Real estate software company Realpage announced on Wednesday that it was continuing Berkeley on the prohibition recently adopted by the City on rental prices fixing software, which, according to tenants’ defenders, allows owners to end to increase rents.
This decision comes as the company faces many anti-competition proceedings brought by tenants and prohibitions by other cities, as well as an antitrust trial of the United States Ministry of Justice for the concerns that it has facilitated a prices fixing program.
The trial can also serve as a warning to other cities that weigh the prohibitions, in particular San Jose, that the company is ready to repel laws which threaten its business model.
Realpage customers are owners, who share their rental data with the company. Realpage aggregates and analyzes the shared data of its customers, then use it to recommend if the owners should increase or reduce their rental prices, or leave vacant units to attract tenants who could pay more if they rent on a later date.
Realpage rejects the assertions that it is involved in pricing. The company says that its price recommendations are based on “rent data accessible to the public” and that the software is designed to be “legally compliant”.
His trial against Berkeley, filed with the Federal Court of the Northern District of California, requires that the judge would file an injunction which would prevent the city’s order from entering into force.
Although several cities have adopted similar prohibitions – notably San Francisco, Philadelphia and Minneapolis – Berkeley is the first to face a lawsuit.
Realpage’s foreign council, Stephen Weissman, argued that Berkeley’s order is unconstitutional, because it violates the first amendment by prohibiting business law with a legal discourse.
“This order prohibits speech in the form of realpage advice and recommendations to its customers,” Weissman said during a press call on Wednesday morning.
But it is not clear if a judge will buy the argument of the “freedom of expression” of the company – in particular in the city known as the birthplace of the movement of freedom of expression.
“There is no defense of the first amendment to the price fixing allegations,” said David Meyer, a lawyer based in Washington, specializing in antitrust affairs. “The offense itself is not the content of the discourse-it is the underlying implications of this discourse, which is the manipulation of the competitive process by which market prices are determined.”
The company also affirms that Berkeley’s order is based on “false allegations” on its software and that the company was not consulted by the city before the council vote on March 12.
“We had no opportunity to participate, to present facts,” said Weissman. “That, I think, illustrates the bad nature at the head of this order.”
A spokesperson for Berkeley said that in the middle of the morning on Wednesday, they had not yet been served with the trial.
The cost of housing has become a major problem for the cities of the bay region, and the prohibitions reflect a movement, widely led by progressive democrats, to regulate the owners who have benefited from the affordability crisis. But Realpage says that the blame is moved.
“Municipalities … are particularly eager to find a scapegoat for their own hand in the stack of the housing supply,” says the Realpage trial.
Subsessation is largely considered to be the main engine of high housing prices – and Berkeley has certainly limited its offer. Thanks to most of the years 2010, the elected officials of Berkeley were largely skeptical about the role of the construction of new housing in the resolution of the city’s affordability of the city, by applying expensive restrictions on new housing complexes which, according to developers, make projects impossible and voting several dense housing projects.
But that has changed. Many leaders of Berkeley have lined up on the pro-logging movement, including the former mayor Jesse Arreguin, now a legislative state,, And the current mayor Adena Ishii, who took office in January.
Even if Berkeley has made it possible to build more housing in the past five years, he has also strengthened protections for tenants. In November, for example, voters adopted the measure of BB, which forces owners to negotiate with unionized tenants and gave tenants more important protections against expulsions.
Weissman of Realpage said that she was first aimed at Berkeley’s prescription, seeking to stop it before its implementation at the end of April, but he could soon seek to pursue other cities that have been prohibited.
“Everything is on the table,” said Weissman.
Meanwhile, other cities in California – including San Diego and San Jose – assess their own prohibitions on Realpage and similar software.
In the California Legislative Assembly, Senator Aisha Wahab, a Fremont democrat, proposed SB 384, who would prohibit price recommendation algorithms not only on rentals, but on goods and services.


• Exercise objective: Should a line below contain the word "sciatic", report it.

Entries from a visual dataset
= Beginning of Section =

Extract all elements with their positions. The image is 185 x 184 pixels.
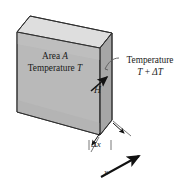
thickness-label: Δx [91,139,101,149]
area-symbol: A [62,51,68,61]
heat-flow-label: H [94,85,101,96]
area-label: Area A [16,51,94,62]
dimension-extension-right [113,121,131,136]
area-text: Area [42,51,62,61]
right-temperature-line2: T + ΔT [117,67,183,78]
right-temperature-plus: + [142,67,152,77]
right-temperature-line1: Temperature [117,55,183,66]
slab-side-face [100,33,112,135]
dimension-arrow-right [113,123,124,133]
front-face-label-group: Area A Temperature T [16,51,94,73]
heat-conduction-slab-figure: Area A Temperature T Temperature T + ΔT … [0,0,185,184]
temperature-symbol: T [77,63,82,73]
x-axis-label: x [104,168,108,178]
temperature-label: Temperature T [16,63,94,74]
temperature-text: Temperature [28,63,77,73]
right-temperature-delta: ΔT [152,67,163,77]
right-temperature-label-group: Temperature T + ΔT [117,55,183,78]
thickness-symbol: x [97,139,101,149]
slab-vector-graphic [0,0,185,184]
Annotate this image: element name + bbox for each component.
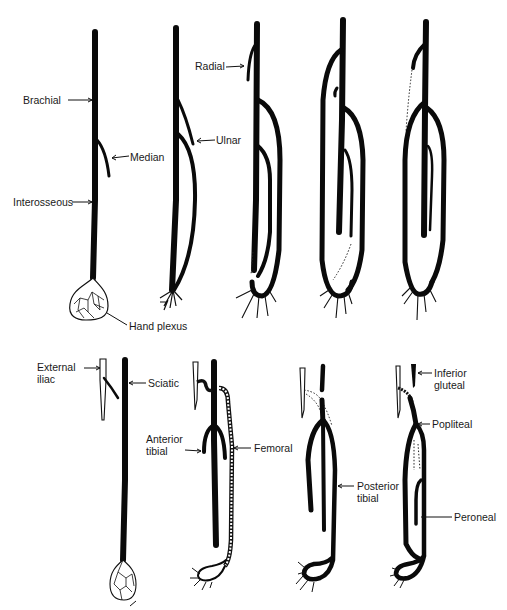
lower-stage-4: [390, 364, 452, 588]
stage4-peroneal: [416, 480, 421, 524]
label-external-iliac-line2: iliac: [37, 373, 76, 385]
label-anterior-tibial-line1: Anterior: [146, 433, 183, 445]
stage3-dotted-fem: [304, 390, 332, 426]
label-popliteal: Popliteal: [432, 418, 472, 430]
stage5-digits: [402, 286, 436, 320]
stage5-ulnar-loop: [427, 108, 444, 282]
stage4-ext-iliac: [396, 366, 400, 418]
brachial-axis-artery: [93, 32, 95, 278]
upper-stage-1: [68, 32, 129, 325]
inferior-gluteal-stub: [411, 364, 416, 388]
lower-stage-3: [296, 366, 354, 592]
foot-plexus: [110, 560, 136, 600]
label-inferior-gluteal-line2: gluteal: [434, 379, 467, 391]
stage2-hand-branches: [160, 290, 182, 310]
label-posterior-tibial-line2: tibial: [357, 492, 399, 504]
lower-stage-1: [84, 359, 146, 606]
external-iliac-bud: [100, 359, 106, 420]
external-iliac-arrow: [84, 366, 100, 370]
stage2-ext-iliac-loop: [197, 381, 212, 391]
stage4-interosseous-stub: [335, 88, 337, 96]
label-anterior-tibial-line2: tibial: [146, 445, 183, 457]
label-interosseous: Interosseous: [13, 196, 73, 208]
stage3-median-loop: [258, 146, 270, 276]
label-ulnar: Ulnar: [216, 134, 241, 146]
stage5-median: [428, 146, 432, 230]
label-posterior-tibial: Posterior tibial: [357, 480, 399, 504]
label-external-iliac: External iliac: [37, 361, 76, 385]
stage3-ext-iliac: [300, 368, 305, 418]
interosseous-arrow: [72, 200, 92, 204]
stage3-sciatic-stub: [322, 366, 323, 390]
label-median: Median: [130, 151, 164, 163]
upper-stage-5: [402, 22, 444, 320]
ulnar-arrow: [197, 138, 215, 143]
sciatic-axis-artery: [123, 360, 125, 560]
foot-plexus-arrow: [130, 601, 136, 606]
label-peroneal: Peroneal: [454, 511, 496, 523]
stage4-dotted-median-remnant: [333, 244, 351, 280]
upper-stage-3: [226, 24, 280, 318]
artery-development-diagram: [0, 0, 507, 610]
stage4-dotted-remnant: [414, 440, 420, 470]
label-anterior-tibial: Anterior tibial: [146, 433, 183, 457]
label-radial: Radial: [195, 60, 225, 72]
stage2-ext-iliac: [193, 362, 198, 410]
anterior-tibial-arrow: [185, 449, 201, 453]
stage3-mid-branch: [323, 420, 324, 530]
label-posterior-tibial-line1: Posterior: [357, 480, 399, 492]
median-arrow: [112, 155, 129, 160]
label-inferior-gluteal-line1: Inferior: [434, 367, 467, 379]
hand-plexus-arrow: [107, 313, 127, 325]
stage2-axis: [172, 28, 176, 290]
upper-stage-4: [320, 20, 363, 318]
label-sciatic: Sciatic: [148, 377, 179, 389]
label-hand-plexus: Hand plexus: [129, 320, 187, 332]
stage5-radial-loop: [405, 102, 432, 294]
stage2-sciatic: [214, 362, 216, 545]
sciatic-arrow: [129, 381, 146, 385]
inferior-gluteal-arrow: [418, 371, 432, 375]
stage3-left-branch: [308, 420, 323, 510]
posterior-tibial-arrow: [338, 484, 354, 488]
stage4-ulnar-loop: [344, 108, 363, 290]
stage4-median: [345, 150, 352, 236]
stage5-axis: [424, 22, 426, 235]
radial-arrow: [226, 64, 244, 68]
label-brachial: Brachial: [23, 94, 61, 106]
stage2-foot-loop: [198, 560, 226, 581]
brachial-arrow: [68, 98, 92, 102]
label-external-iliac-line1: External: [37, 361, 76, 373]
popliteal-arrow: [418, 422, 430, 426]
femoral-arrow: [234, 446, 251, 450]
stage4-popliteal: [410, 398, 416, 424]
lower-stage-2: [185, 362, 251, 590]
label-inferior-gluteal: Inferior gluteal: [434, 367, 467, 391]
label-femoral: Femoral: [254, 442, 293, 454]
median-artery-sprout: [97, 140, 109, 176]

= End of Section =

• Problem solution:
stage3-sciatic-stub: [322, 366, 323, 390]
sciatic-axis-artery: [123, 360, 125, 560]
label-sciatic: Sciatic: [148, 377, 179, 389]
stage2-sciatic: [214, 362, 216, 545]
sciatic-arrow: [129, 381, 146, 385]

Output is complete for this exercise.